Which states ban police facial recognition?

As of early 2026, Vermont and Virginia have enacted statewide moratoriums or bans on law enforcement use of facial recognition. Massachusetts has a statewide moratorium that restricts government use to narrow channels through the RMV or FBI. Maine requires a court order before any law enforcement facial recognition search. At the city level, San Francisco, Oakland, Boston, Portland (Oregon), Minneapolis, Cambridge, and New Orleans have all banned police facial recognition. See our Facial Recognition Tracker for the most current list and bill details.

What states restrict predictive policing?

Several jurisdictions have acted to restrict or ban predictive policing algorithms. Santa Cruz, California, was the first city to ban predictive policing outright in 2020. Illinois requires transparency reporting for algorithmic policing tools. New Jersey's Attorney General mandates disclosure and bias audits for law enforcement algorithmic decision-making tools. Vermont and Washington have proposed impact assessment requirements for AI-based policing tools. At the federal level, there is growing pressure for standardized transparency requirements. Visit the Bias Audit Requirements tracker for details on algorithmic accountability laws by state.

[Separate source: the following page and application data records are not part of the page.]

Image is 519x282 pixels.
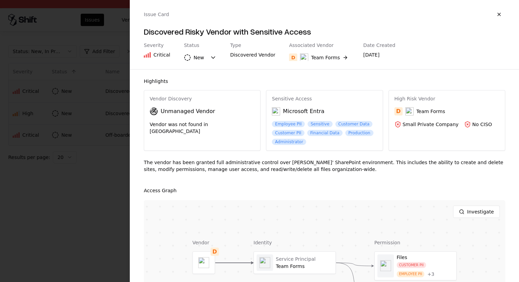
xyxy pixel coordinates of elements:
[161,107,215,116] div: Unmanaged Vendor
[272,139,306,145] div: Administrator
[144,43,170,49] div: Severity
[230,51,276,61] div: Discovered Vendor
[144,11,169,18] div: Issue Card
[272,107,280,116] img: Microsoft Entra
[403,121,459,128] div: Small Private Company
[394,107,403,116] div: D
[363,43,395,49] div: Date Created
[193,240,215,246] div: Vendor
[453,206,500,218] button: Investigate
[416,108,445,115] div: Team Forms
[427,271,435,278] button: +3
[397,271,425,278] div: EMPLOYEE PII
[144,26,505,37] h4: Discovered Risky Vendor with Sensitive Access
[427,271,435,278] div: + 3
[307,130,343,136] div: Financial Data
[300,54,308,62] img: Team Forms
[289,51,349,64] button: DTeam Forms
[211,248,219,256] div: D
[397,255,454,261] div: Files
[335,121,373,127] div: Customer Data
[345,130,373,136] div: Production
[254,240,336,246] div: Identity
[153,51,170,58] div: Critical
[289,54,297,62] div: D
[272,96,377,102] div: Sensitive Access
[311,54,340,61] div: Team Forms
[308,121,333,127] div: Sensitive
[184,43,217,49] div: Status
[394,96,499,102] div: High Risk Vendor
[144,159,505,178] div: The vendor has been granted full administrative control over [PERSON_NAME]' SharePoint environmen...
[397,262,426,269] div: CUSTOMER PII
[144,78,505,85] div: Highlights
[374,240,457,246] div: Permission
[289,43,349,49] div: Associated Vendor
[150,96,255,102] div: Vendor Discovery
[194,54,204,61] div: New
[272,130,304,136] div: Customer PII
[276,264,333,270] div: Team Forms
[472,121,492,128] div: No CISO
[272,121,305,127] div: Employee PII
[144,187,505,195] div: Access Graph
[150,121,255,135] div: Vendor was not found in [GEOGRAPHIC_DATA]
[230,43,276,49] div: Type
[272,107,324,116] div: Microsoft Entra
[363,51,395,61] div: [DATE]
[276,256,333,263] div: Service Principal
[405,107,414,116] img: Team Forms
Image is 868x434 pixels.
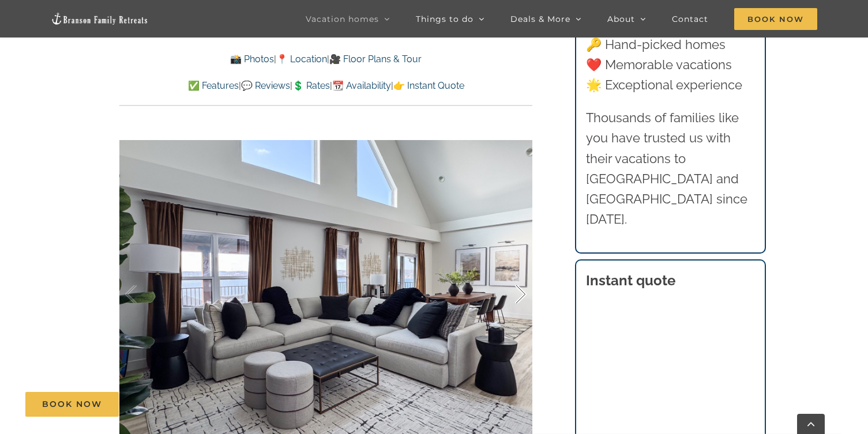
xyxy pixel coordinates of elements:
p: | | | | [119,78,532,93]
span: Things to do [415,15,473,23]
a: 📆 Availability [332,80,391,91]
p: 🔑 Hand-picked homes ❤️ Memorable vacations 🌟 Exceptional experience [585,34,754,96]
p: | | [119,52,532,67]
a: 💲 Rates [292,80,330,91]
span: Book Now [734,8,817,30]
span: Deals & More [510,15,570,23]
a: 📍 Location [276,53,327,64]
span: Vacation homes [306,15,379,23]
img: Branson Family Retreats Logo [51,12,149,26]
strong: Instant quote [585,272,675,289]
a: 👉 Instant Quote [393,80,464,91]
a: Book Now [26,392,119,416]
a: 📸 Photos [230,53,274,64]
a: 🎥 Floor Plans & Tour [329,53,421,64]
span: About [607,15,635,23]
span: Book Now [42,399,102,409]
span: Contact [672,15,708,23]
a: ✅ Features [188,80,239,91]
a: 💬 Reviews [241,80,290,91]
p: Thousands of families like you have trusted us with their vacations to [GEOGRAPHIC_DATA] and [GEO... [585,108,754,229]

Are body cam AI tools regulated?

Yes, and regulation is expanding. Washington state explicitly prohibits real-time facial recognition on body-worn camera feeds and requires accountability reports before agencies can deploy any facial recognition technology. Illinois BIPA creates significant liability risk for applying facial recognition to body camera footage, since faceprint data collection generally requires informed consent. Oregon restricts post-hoc facial recognition analysis of body camera recordings. Colorado requires written policies governing AI analytics on body camera data. At the federal level, the Department of Justice has issued guidance recommending human review requirements and prohibiting facial recognition as the sole basis for probable cause.